Song Meaning
The narrator is searching for someone named Pat, initially expecting to find them in familiar coastal locations like Point Reyes and Bolinas. The lyrics reveal a sudden, unexpected departure: "you were moving to San Francisco." This geographical shift becomes a metaphor for a deeper, unbridgeable distance that has opened up between them.
The dominant emotional tension stems from this abrupt separation and the narrator's subsequent disorientation. They are actively looking for Pat, seeing their presence in fleeting natural phenomena like clouds and the ground, but these are ultimately unconfirmable "I thought I saw you in a cloud." The repeated phrase "I wasn't sure, and I'll never know" underscores a profound sense of loss and unresolved searching, amplified by the idea that Pat "took the sun" with them, implying a loss of warmth or joy.
The most striking craft element is the contrast between the specific, tangible locations of the initial search and the ethereal, almost spiritual attempts to reconnect. The line "Pat was dreaming inside green eyes" is particularly evocative, suggesting an intimate, internal world of Pat's that the narrator can only perceive indirectly, perhaps even after the separation. The subsequent "I woke up, but could not drive" and "I called your name, but no one came / 'Cause everyone is all the same" powerfully conveys a feeling of paralysis and isolation, where even calling out yields no response, and all other people feel indistinguishable and unhelpful in this specific loss.
These lyrics hit hard because they articulate the disorienting experience of sudden absence and the desperate, often futile, search for a lost connection. The narrator's inability to confirm Pat's presence, coupled with the feeling that everyone else is "all the same," creates a palpable sense of loneliness and the lingering hope, "Some day soon, I'll find you," that feels both earnest and perhaps tragically naive given the established distance.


Required action >> Copy every line below that has the word "double" in it.
======== Extracted records ========
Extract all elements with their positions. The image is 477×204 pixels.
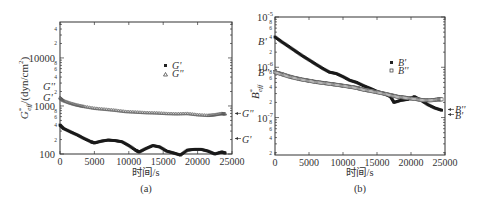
panel-b: 050001000015000200002500024682468246810-… — [248, 10, 466, 195]
panel-b-legend: B' B'' — [390, 57, 409, 76]
y-minor-tick-label: 6 — [54, 66, 57, 72]
legend-marker-g-double-prime — [164, 73, 168, 77]
legend-marker-g-prime — [164, 64, 167, 67]
data-point — [440, 98, 443, 101]
y-minor-tick-label: 2 — [54, 40, 57, 46]
y-minor-tick-label: 4 — [269, 84, 272, 90]
y-minor-tick-label: 8 — [269, 119, 272, 125]
y-minor-tick-label: 6 — [269, 75, 272, 81]
data-point — [440, 109, 443, 112]
y-minor-tick-label: 2 — [269, 99, 272, 105]
y-minor-tick-label: 2 — [269, 150, 272, 156]
panel-a-ticks: 0500010000150002000025000246824682410010… — [29, 22, 245, 167]
arrow-head-icon — [235, 137, 238, 140]
panel-a-frame — [60, 22, 232, 154]
y-minor-tick-label: 6 — [54, 114, 57, 120]
x-tick-label: 20000 — [399, 157, 424, 168]
series-Gpp — [58, 96, 226, 117]
y-minor-tick-label: 2 — [269, 49, 272, 55]
data-point — [224, 152, 227, 155]
y-minor-tick-label: 4 — [54, 26, 57, 32]
panel-a-caption: (a) — [140, 183, 152, 195]
panel-b-xlabel: 时间/s — [346, 166, 373, 178]
left-annotation: B' — [258, 36, 267, 47]
legend-label-g-double-prime: G'' — [172, 68, 184, 79]
y-minor-tick-label: 4 — [54, 122, 57, 128]
arrow-head-icon — [235, 112, 238, 115]
left-annotation: G'' — [43, 81, 56, 92]
x-tick-label: 10000 — [116, 156, 141, 167]
y-minor-tick-label: 8 — [269, 19, 272, 25]
y-minor-tick-label: 4 — [54, 74, 57, 80]
panel-a-ylabel: G*eff/(dyn/cm2) — [17, 57, 33, 120]
x-tick-label: 0 — [58, 156, 63, 167]
series-Gp — [59, 124, 227, 157]
arrow-head-icon — [448, 108, 451, 111]
figure: 0500010000150002000025000246824682410010… — [0, 0, 477, 204]
panel-b-ylabel: B*eff — [248, 84, 264, 99]
x-tick-label: 25000 — [433, 157, 458, 168]
y-minor-tick-label: 4 — [269, 135, 272, 141]
x-tick-label: 5000 — [84, 156, 104, 167]
panel-b-series — [274, 36, 444, 112]
y-minor-tick-label: 6 — [269, 25, 272, 31]
legend-marker-b-double-prime — [390, 69, 393, 72]
panel-a-xlabel: 时间/s — [132, 166, 159, 178]
y-tick-label: 100 — [39, 149, 55, 160]
x-tick-label: 15000 — [151, 156, 176, 167]
x-tick-label: 5000 — [299, 157, 319, 168]
panel-b-caption: (b) — [354, 183, 367, 195]
y-minor-tick-label: 8 — [269, 69, 272, 75]
right-annotation: G' — [242, 134, 252, 145]
y-minor-tick-label: 4 — [269, 34, 272, 40]
x-tick-label: 0 — [273, 157, 278, 168]
x-tick-label: 25000 — [220, 156, 245, 167]
y-minor-tick-label: 2 — [54, 137, 57, 143]
right-annotation: B' — [455, 110, 464, 121]
left-annotation: G' — [43, 92, 54, 103]
left-annotation: B'' — [258, 67, 270, 78]
y-minor-tick-label: 6 — [269, 126, 272, 132]
panel-a: 0500010000150002000025000246824682410010… — [17, 22, 254, 195]
panel-a-series — [58, 96, 226, 156]
legend-label-b-double-prime: B'' — [398, 65, 409, 76]
y-tick-label: 10000 — [29, 53, 55, 64]
panel-a-legend: G' G'' — [164, 60, 185, 79]
x-tick-label: 20000 — [185, 156, 210, 167]
arrow-head-icon — [448, 113, 451, 116]
right-annotation: G'' — [242, 108, 254, 119]
legend-marker-b-prime — [390, 61, 393, 64]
========
Solution to the problem >>
legend-marker-g-double-prime — [164, 73, 168, 77]
legend-label-g-double-prime: G'' — [172, 68, 184, 79]
legend-marker-b-double-prime — [390, 69, 393, 72]
legend-label-b-double-prime: B'' — [398, 65, 409, 76]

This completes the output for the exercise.